Stonehenge stood at the heart of a sprawling landscape of chapels, burial mounds, massive pits and ritual shrines, according to an unprecedented survey of the ancient grounds.
Researchers uncovered 17 new chapels and hundreds of archeological features around the neolithic standing stones on Salisbury Plain, Wiltshire, south-west England, including forms of monuments that have never been seen before.
Brought together for the first time in a digital map of the historic site, the discoveries transform how archeologists view a landscape that was reshaped by generations for hundreds of years after the first stones were erected in about 3100 BC.
“This radically changes our view of Stonehenge,” said Vince Gaffney, head of the Stonehenge Hidden Landscapes Project at Birmingham University. “In the past we had this idea that Stonehenge was standing in splendid isolation, but it wasn’t … it’s absolutely huge.”
He added that around Stonehenge people created “their own shrines and temples. We can see the whole landscape is being used in very complex ways.”
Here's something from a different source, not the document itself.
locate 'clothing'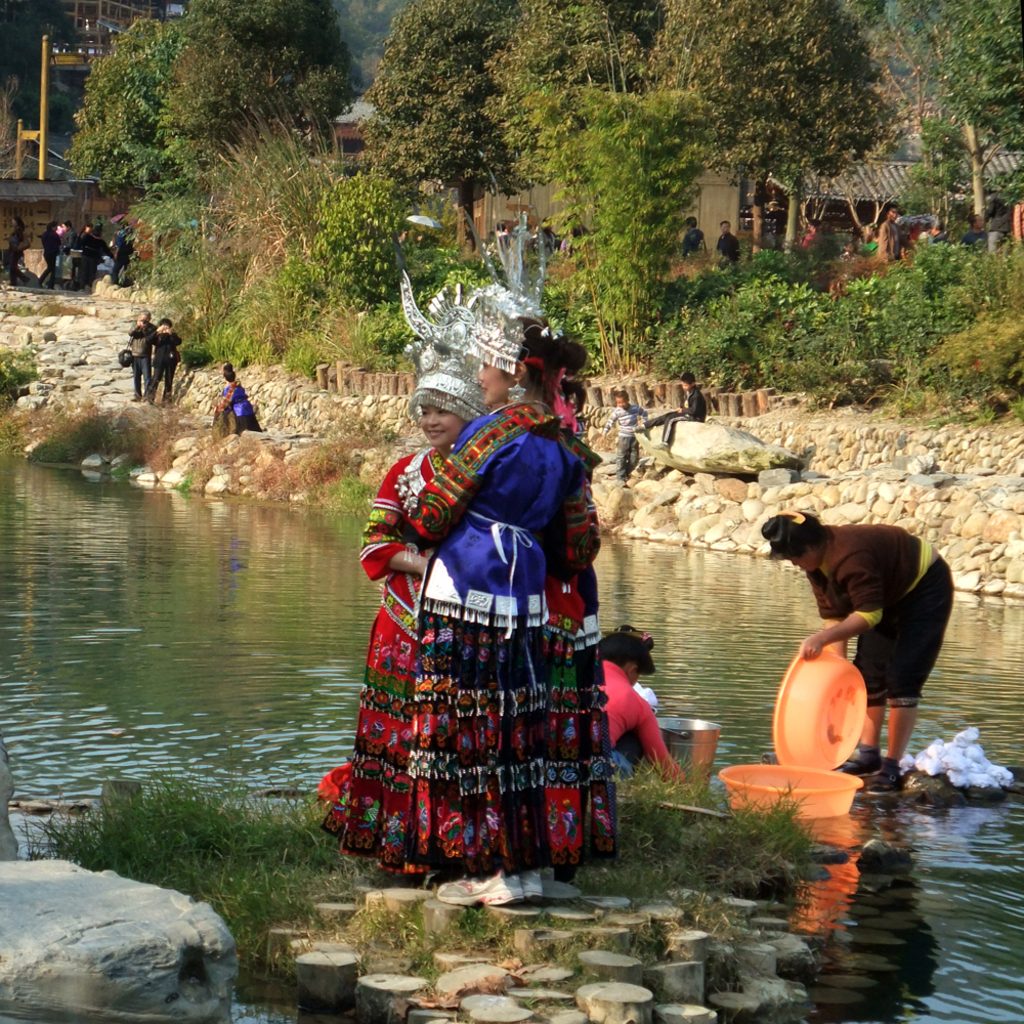
366:457:435:849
The finds follow the discovery, made public earlier this month, that the monument was originally circular. Researchers said that an insufficiently long hosepipe might have helped them solve one of the enduring mysteries of Stonehenge: whether the monument was originally built as a full circle or a C-shape.
The hosepipe was used to water grass around the stones, but when it failed to reach parts of the monument, patches of brown began to appear.
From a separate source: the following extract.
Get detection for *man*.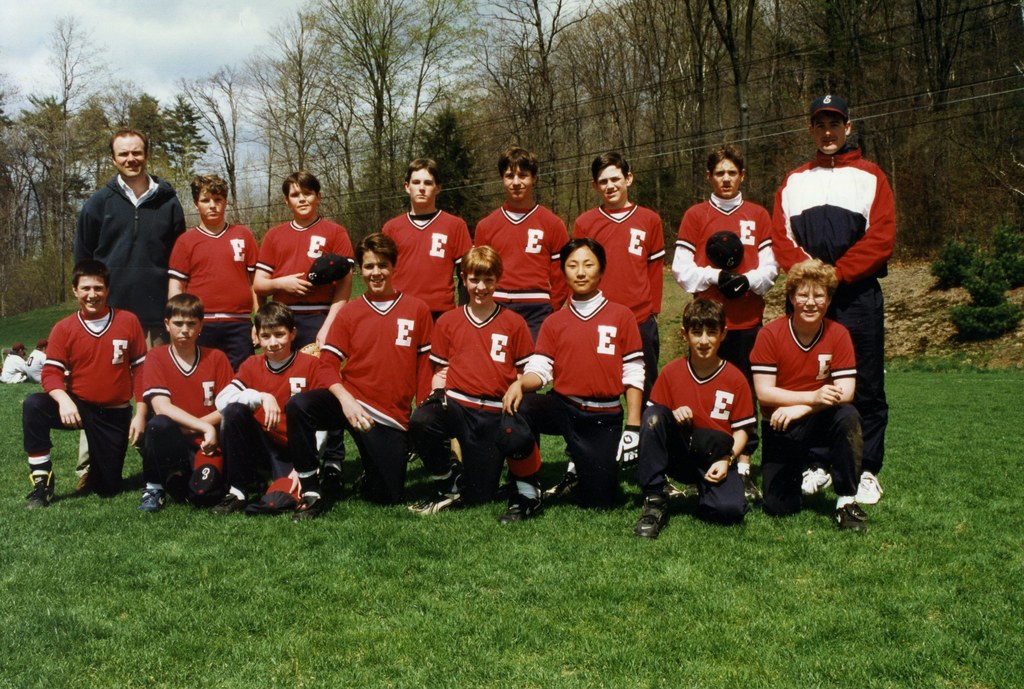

Tim Daw, who helps to maintain the site, noticed that the patches matched spots where missing stones may have stood, making Stonehenge a full circle. The discovery has prompted a fresh mystery around what happened to the missing stones.
Researchers on the surrounding landscape project spent four years surveying 12km2 of land around Stonehenge.
Using groundpenetrating radar and other equipment, they located two massive pits in a 3km-long monument called the Cursus that predates Stonehenge and lies to the north. The pits appear to form astronomical alignments, Gaffney said. On midsummer’s day the eastern pit’s alignment with the rising sun, and the western pit’s alignment at sunset, intersect at the point where Stonehenge was built 400 years later.
“The importance is not that we found yet another set of strange archeological monuments, but that they have a spatial relationship with Stonehenge,” Gaffney told the British Science Festival in Birmingham.
One of the most striking monuments to emerge from the survey was a 33m-long burial mound containing a massive wooden building whose timber foundations were spotted in the soil. Predating Stonehenge, the building is thought to have been a house of the dead where bizarre burial rituals were played out.
“The rituals included exposure of the dead bodies and defleshing on a large forecourt,” said Wolfgang Neuber, at the Ludwig Boltzmann Institute in Vienna.
“The project has revealed that the area around Stonehenge is teeming with previously unseen archeology and that the application of new technology can transform how archeologists and the wider public understand one of the best-studied landscapes on Earth,” Gaffney said.